In the Piura valley, the agricultural calendar is not an abstraction. It is a sequence of decisions made against a backdrop of climate, hydrology, and accumulated knowledge — each phase determining the quality of what will eventually become a finished garment.
The 2026 growing season began under specific conditions: a neutral ENSO state transitioning from the moderate La Niña episode of late 2025. For Piura, this means relatively stable Humboldt Current flow, moderate coastal temperatures, and the low-humidity conditions that Gossypium barbadense requires to reach its full fibre potential. Elevated humidity during fibre elongation compresses the growing cycle. The absence of it allows the plant to take its time.
Stable ENSO conditions in 2026 favour Piura's Pima cotton. Fibre elongation under low humidity produces the staple lengths that define the variety.
Planting typically begins between November and January, with harvest running from May through August. The current season's earliest harvested fibres — those planted in November and December 2025 — are now entering ginning facilities in the lower Piura basin. Preliminary fibre testing from several cooperatives in the Chulucanas sub-region is reporting staple lengths between 38.2 and 40.1 mm, consistent with the upper range of the variety standard and above the 37.5 mm minimum for Grade 1 certification.
What the millimetre measurement means in practice
A staple length measurement is taken by AFIS (Advanced Fibre Information System) or HVI (High Volume Instrument) testing at the gin or classification facility. The result is reported as mean fibre length — the statistical average across thousands of individual fibres in the sample. A reported mean of 39 mm does not mean every fibre is 39 mm; it means the population clusters around that value. What matters for yarn performance is both the mean and the uniformity index — how tightly the distribution groups around that mean.
Early 2026 samples are showing uniformity indices above 84%, which is consistent with a controlled, single-origin crop rather than blended commercial cotton. Blended fibre — common in commodity markets — flattens the mean by combining short and long staple sources, producing a statistically average length that describes neither component accurately.
The ginning window
Gin throughput in Piura is managed by a combination of family cooperatives and larger processing facilities. The current window, running through approximately late June, will process the primary harvest. Secondary pickings — later in the season, typically slightly shorter staple due to differential plant maturity — will be processed through July and August.
For a garment brand sourcing from this season's crop, the relevant specification decision is whether to commit to primary-harvest fibre exclusively. The length premium on primary harvest is real but so is the volume constraint: yield per hectare in the Piura valley is lower than commercial cotton-growing regions precisely because the growing conditions that produce quality also limit throughput.
Temperature, irrigation, and the Andes
The Piura valley's irrigation system draws from glacial rivers descending from the Andes, primarily the Piura River and its tributaries. Snowpack data from the Peruvian National Hydrological Service for the 2025-2026 season showed below-average accumulation in some high-altitude zones, which creates downstream pressure on irrigation availability during the driest months. To date, flow rates in the primary irrigation canals have remained adequate, with no reported crop stress attributed to water deficit.
Temperature throughout the growing period has remained within the 20–32°C range that Pima cotton cultivation prefers. Temperatures above 35°C during boll development can reduce fibre length by accelerating the closure of the boll before full elongation is complete. This season has not seen extended heat events of that magnitude in the lower valley.
The result is a season that, based on available data through mid-May, is tracking toward a quality outcome consistent with the variety's documented historical range. The full picture will be clearer once mid-season harvest data consolidates — but the indicators are favourable.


_Task to carry out_
Please make an exact transcription of the records, keeping the pictures out of it.
━━━━━ Information supplied
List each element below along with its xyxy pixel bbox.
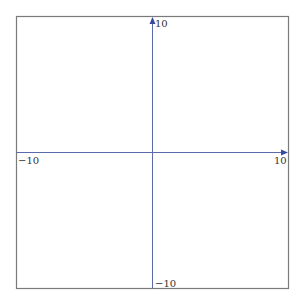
x-min-tick-label: −10 [18, 156, 39, 166]
y-max-tick-label: 10 [155, 19, 168, 29]
x-max-tick-label: 10 [274, 156, 287, 166]
coordinate-plane: 10 −10 10 −10 [0, 0, 305, 305]
y-min-tick-label: −10 [155, 279, 176, 289]
axes-canvas [0, 0, 305, 305]
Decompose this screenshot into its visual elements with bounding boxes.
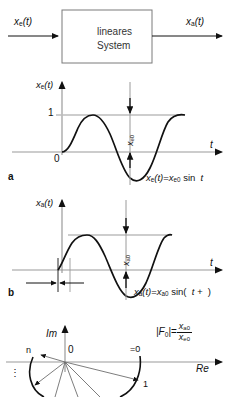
phasor-n-label: n [26,346,31,355]
phasor-im-axis-label: Im [46,329,57,339]
plot-b-equation: xa(t)=xa0 sin( t + ) [134,287,211,298]
figure-root: xe(t) lineares System xa(t) xe(t) 1 0 t … [0,0,230,397]
plot-b-y-axis-label: xa(t) [36,198,53,209]
plot-a-x-axis-label: t [210,140,213,150]
magnitude-fraction: xa0 xe0 [177,322,192,343]
magnitude-lhs: |F [156,326,165,337]
block-label-line2: System [97,39,132,53]
plot-a-origin-label: 0 [54,154,60,164]
plot-a-panel-letter: a [8,172,14,182]
plot-b-amplitude-label: xa0 [122,255,132,266]
phasor-magnitude-equation: |F0|= xa0 xe0 [156,322,192,343]
output-signal-label: xa(t) [186,17,204,28]
plot-b-graphics [12,200,222,300]
phasor-ellipsis-label: ⋮ [10,368,21,378]
plot-a-equation: xe(t)=xe0 sin t [146,173,203,184]
phasor-start-label: =0 [130,345,140,354]
plot-b-x-axis-label: t [210,258,213,268]
phasor-unit-label: 1 [143,380,148,389]
phasor-re-axis-label: Re [196,364,209,374]
block-label-line1: lineares [97,25,132,39]
plot-a-y-tick-label: 1 [48,108,54,118]
plot-a-y-axis-label: xe(t) [36,80,53,91]
input-signal-label: xe(t) [14,17,32,28]
phasor-origin-label: 0 [68,345,74,355]
block-label: lineares System [97,25,132,52]
plot-a-amplitude-label: xe0 [126,135,136,146]
plot-b-panel-letter: b [8,288,14,298]
plot-a-graphics [12,82,222,185]
figure-vector-layer [0,0,230,397]
magnitude-denominator: xe0 [177,333,192,343]
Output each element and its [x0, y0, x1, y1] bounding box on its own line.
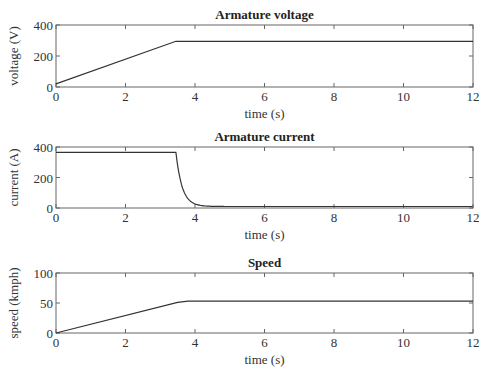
- y-tick-label: 0: [47, 326, 54, 341]
- x-tick-label: 6: [261, 89, 268, 104]
- x-tick-label: 0: [53, 89, 60, 104]
- chart-title: Armature current: [214, 129, 315, 144]
- series-line-voltage: [56, 41, 473, 84]
- x-tick-label: 4: [192, 210, 199, 225]
- x-tick-label: 10: [397, 335, 410, 350]
- x-tick-label: 12: [467, 89, 480, 104]
- x-tick-label: 10: [397, 89, 410, 104]
- x-tick-label: 4: [192, 335, 199, 350]
- x-tick-label: 8: [331, 210, 338, 225]
- x-tick-label: 2: [122, 210, 129, 225]
- y-tick-label: 50: [40, 296, 53, 311]
- y-axis-label: voltage (V): [6, 26, 21, 86]
- chart-speed: Speed024681012050100time (s)speed (kmph): [6, 255, 480, 367]
- x-tick-label: 12: [467, 335, 480, 350]
- plot-area: [56, 147, 473, 208]
- x-axis-label: time (s): [244, 227, 284, 242]
- plot-area: [56, 273, 473, 333]
- x-tick-label: 2: [122, 89, 129, 104]
- y-tick-label: 400: [34, 18, 54, 33]
- y-tick-label: 200: [34, 49, 54, 64]
- chart-current: Armature current0246810120200400time (s)…: [6, 129, 480, 242]
- y-axis-label: current (A): [6, 148, 21, 206]
- x-tick-label: 12: [467, 210, 480, 225]
- chart-voltage: Armature voltage0246810120200400time (s)…: [6, 7, 480, 121]
- figure: Armature voltage0246810120200400time (s)…: [0, 0, 492, 380]
- x-tick-label: 10: [397, 210, 410, 225]
- y-tick-label: 100: [34, 266, 54, 281]
- x-tick-label: 6: [261, 210, 268, 225]
- x-tick-label: 2: [122, 335, 129, 350]
- x-tick-label: 6: [261, 335, 268, 350]
- plot-area: [56, 25, 473, 87]
- series-line-current: [56, 152, 473, 206]
- y-tick-label: 200: [34, 171, 54, 186]
- x-tick-label: 8: [331, 335, 338, 350]
- series-line-speed: [56, 301, 473, 333]
- x-tick-label: 8: [331, 89, 338, 104]
- y-tick-label: 0: [47, 201, 54, 216]
- chart-title: Speed: [248, 255, 282, 270]
- y-tick-label: 0: [47, 80, 54, 95]
- y-axis-label: speed (kmph): [6, 267, 21, 338]
- x-axis-label: time (s): [244, 352, 284, 367]
- x-tick-label: 4: [192, 89, 199, 104]
- y-tick-label: 400: [34, 140, 54, 155]
- x-axis-label: time (s): [244, 106, 284, 121]
- x-tick-label: 0: [53, 210, 60, 225]
- chart-title: Armature voltage: [215, 7, 314, 22]
- x-tick-label: 0: [53, 335, 60, 350]
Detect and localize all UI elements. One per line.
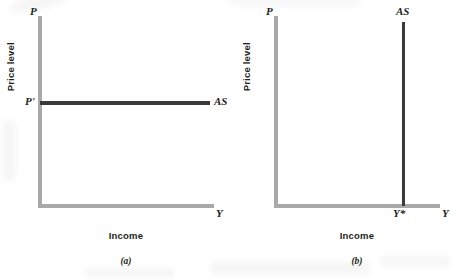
━━━━━━━━━━
_Solution to this problem_
List each element below along with its xyxy pixel bbox.
x-min-tick-label: −10 [18, 156, 39, 166]
y-max-tick-label: 10 [155, 19, 168, 29]
x-max-tick-label: 10 [274, 156, 287, 166]
coordinate-plane: 10 −10 10 −10 [0, 0, 305, 305]
y-min-tick-label: −10 [155, 279, 176, 289]
axes-canvas [0, 0, 305, 305]
Decompose this screenshot into its visual elements with bounding boxes.
phasor-n-label: n [26,346,31,355]
phasor-im-axis-label: Im [46,329,57,339]
plot-b-equation: xa(t)=xa0 sin( t + ) [134,287,211,298]
figure-root: xe(t) lineares System xa(t) xe(t) 1 0 t … [0,0,230,397]
plot-b-y-axis-label: xa(t) [36,198,53,209]
plot-a-x-axis-label: t [210,140,213,150]
magnitude-fraction: xa0 xe0 [177,322,192,343]
magnitude-lhs: |F [156,326,165,337]
block-label-line2: System [97,39,132,53]
plot-a-origin-label: 0 [54,154,60,164]
plot-a-panel-letter: a [8,172,14,182]
plot-b-amplitude-label: xa0 [122,255,132,266]
phasor-magnitude-equation: |F0|= xa0 xe0 [156,322,192,343]
output-signal-label: xa(t) [186,17,204,28]
plot-b-graphics [12,200,222,300]
phasor-ellipsis-label: ⋮ [10,368,21,378]
plot-a-equation: xe(t)=xe0 sin t [146,173,203,184]
phasor-start-label: =0 [130,345,140,354]
plot-b-x-axis-label: t [210,258,213,268]
phasor-unit-label: 1 [143,380,148,389]
phasor-re-axis-label: Re [196,364,209,374]
block-label-line1: lineares [97,25,132,39]
plot-a-y-tick-label: 1 [48,108,54,118]
plot-a-y-axis-label: xe(t) [36,80,53,91]
input-signal-label: xe(t) [14,17,32,28]
phasor-origin-label: 0 [68,345,74,355]
block-label: lineares System [97,25,132,52]
plot-a-amplitude-label: xe0 [126,135,136,146]
plot-b-panel-letter: b [8,288,14,298]
plot-a-graphics [12,82,222,185]
figure-vector-layer [0,0,230,397]
magnitude-denominator: xe0 [177,333,192,343]
Output each element and its [x0, y0, x1, y1] bounding box on its own line.
- y-tick-label: 0: [47, 326, 54, 341]
- x-tick-label: 6: [261, 89, 268, 104]
- x-tick-label: 0: [53, 89, 60, 104]
- chart-title: Armature current: [214, 129, 315, 144]
- series-line-voltage: [56, 41, 473, 84]
- x-tick-label: 4: [192, 210, 199, 225]
- x-tick-label: 10: [397, 335, 410, 350]
- x-tick-label: 12: [467, 89, 480, 104]
- x-tick-label: 10: [397, 89, 410, 104]
- x-tick-label: 4: [192, 335, 199, 350]
- x-tick-label: 8: [331, 210, 338, 225]
- x-tick-label: 2: [122, 210, 129, 225]
- y-tick-label: 50: [40, 296, 53, 311]
- y-axis-label: voltage (V): [6, 26, 21, 86]
- chart-speed: Speed024681012050100time (s)speed (kmph): [6, 255, 480, 367]
- x-tick-label: 12: [467, 335, 480, 350]
- plot-area: [56, 147, 473, 208]
- x-axis-label: time (s): [244, 227, 284, 242]
- plot-area: [56, 273, 473, 333]
- x-tick-label: 2: [122, 89, 129, 104]
- y-tick-label: 400: [34, 18, 54, 33]
- y-tick-label: 200: [34, 49, 54, 64]
- chart-current: Armature current0246810120200400time (s)…: [6, 129, 480, 242]
- y-axis-label: current (A): [6, 148, 21, 206]
- x-tick-label: 12: [467, 210, 480, 225]
- chart-voltage: Armature voltage0246810120200400time (s)…: [6, 7, 480, 121]
- figure: Armature voltage0246810120200400time (s)…: [0, 0, 492, 380]
- x-tick-label: 10: [397, 210, 410, 225]
- y-tick-label: 100: [34, 266, 54, 281]
- x-tick-label: 6: [261, 210, 268, 225]
- x-tick-label: 2: [122, 335, 129, 350]
- x-tick-label: 6: [261, 335, 268, 350]
- plot-area: [56, 25, 473, 87]
- series-line-current: [56, 152, 473, 206]
- y-tick-label: 200: [34, 171, 54, 186]
- x-tick-label: 8: [331, 335, 338, 350]
- series-line-speed: [56, 301, 473, 333]
- x-tick-label: 8: [331, 89, 338, 104]
- y-tick-label: 0: [47, 201, 54, 216]
- chart-title: Speed: [248, 255, 282, 270]
- y-tick-label: 0: [47, 80, 54, 95]
- y-axis-label: speed (kmph): [6, 267, 21, 338]
- x-axis-label: time (s): [244, 352, 284, 367]
- x-tick-label: 4: [192, 89, 199, 104]
- y-tick-label: 400: [34, 140, 54, 155]
- x-axis-label: time (s): [244, 106, 284, 121]
- x-tick-label: 0: [53, 210, 60, 225]
- chart-title: Armature voltage: [215, 7, 314, 22]
- x-tick-label: 0: [53, 335, 60, 350]
Detect and localize all UI elements. One per line.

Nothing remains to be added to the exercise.